Nonhuman Characters
Fantasy settings are rife with the trope of monsters great and small, but not everything that isn't human in these settings is a monster. Such games commonly have nonhuman player characters and NPCs. Defining these in Level One is just a matter of differentiating them from humans, or whatever your baseline is. You don't have to use humans as the baseline; if your entire game is about goblins in a warren it's ok to make goblins the norm, but we'll assume human.
Conceits
A Conceit is an unrated Truth (capital "T") about the game or something in it.
Some things can't be measured. When those things are really important, but the only accurate way to represent them is just to say "this is true," then that's a Conceit. A demon might be Immune To Fire, able to stand in an active furnace without harm, but still subject to other types of damage.
Powerful nonhuman characters rely on this heavily. A Conceit is often all you need to wrap up a bundle of complicated details that don't really need a rating. A character might be an orc, a pixie, or a ghost; the whole group probably immediately knows a lot about them, what they might be good at and what troubles they might have before bothering to try and put numbers on these things.
Do not assume reasonable behavior from anything with an opposable thumb.
Conceits are incredibly powerful. Don't abuse them! Still, games are about fun. If it's fun, and everyone agrees... have at it.
Sometimes, to make a nonhuman, all you really need is the idea. "My character is a goblin warrior!" Discuss with the GM and the group what goblin means, write up a description for goblin culture and physique, and run with it. That might be all you need, but often it isn't.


__Work to be completed__: Report how many lines below include "scotland", giving the figure alone.

━━━━━ Source records

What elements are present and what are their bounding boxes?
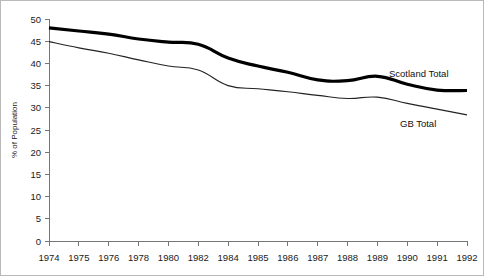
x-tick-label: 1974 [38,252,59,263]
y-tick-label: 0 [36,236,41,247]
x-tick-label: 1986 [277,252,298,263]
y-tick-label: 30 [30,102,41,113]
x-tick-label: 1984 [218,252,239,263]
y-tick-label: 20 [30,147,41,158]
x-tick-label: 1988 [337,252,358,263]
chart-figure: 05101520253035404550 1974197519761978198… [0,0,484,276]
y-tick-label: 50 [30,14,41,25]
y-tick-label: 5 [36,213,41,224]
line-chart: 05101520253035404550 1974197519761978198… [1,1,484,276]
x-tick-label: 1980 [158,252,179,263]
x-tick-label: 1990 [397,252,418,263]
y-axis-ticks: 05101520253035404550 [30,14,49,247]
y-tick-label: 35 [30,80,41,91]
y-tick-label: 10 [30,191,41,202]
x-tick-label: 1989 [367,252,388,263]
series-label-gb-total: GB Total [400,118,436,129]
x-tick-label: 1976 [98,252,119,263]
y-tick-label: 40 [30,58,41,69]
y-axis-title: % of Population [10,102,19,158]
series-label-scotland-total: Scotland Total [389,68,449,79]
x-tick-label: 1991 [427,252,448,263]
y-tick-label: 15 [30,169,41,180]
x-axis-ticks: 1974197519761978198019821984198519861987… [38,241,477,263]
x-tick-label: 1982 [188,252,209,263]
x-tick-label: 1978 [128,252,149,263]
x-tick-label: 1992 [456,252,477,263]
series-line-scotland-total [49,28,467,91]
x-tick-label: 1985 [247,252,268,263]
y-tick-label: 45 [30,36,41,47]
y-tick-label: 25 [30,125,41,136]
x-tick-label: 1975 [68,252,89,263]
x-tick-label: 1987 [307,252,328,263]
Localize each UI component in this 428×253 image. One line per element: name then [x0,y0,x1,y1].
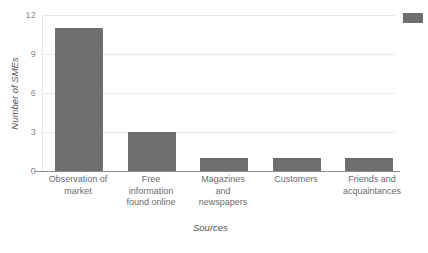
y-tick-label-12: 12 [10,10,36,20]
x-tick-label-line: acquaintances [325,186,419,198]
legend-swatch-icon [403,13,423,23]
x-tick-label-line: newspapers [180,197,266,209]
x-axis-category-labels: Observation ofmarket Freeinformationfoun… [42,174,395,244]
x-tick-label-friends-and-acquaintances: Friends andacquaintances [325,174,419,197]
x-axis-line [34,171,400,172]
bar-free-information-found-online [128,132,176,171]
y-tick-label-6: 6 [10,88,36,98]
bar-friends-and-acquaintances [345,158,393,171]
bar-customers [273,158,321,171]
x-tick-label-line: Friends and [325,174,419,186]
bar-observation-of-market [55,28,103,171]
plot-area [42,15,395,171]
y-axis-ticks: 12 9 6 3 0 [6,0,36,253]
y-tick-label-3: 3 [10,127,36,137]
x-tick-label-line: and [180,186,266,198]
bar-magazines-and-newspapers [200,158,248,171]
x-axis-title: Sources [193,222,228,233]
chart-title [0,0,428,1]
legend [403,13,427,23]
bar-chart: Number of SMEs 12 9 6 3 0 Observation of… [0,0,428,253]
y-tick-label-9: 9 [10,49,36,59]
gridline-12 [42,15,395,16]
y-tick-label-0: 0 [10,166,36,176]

━━━━━━━━━━

__Your solution__: 2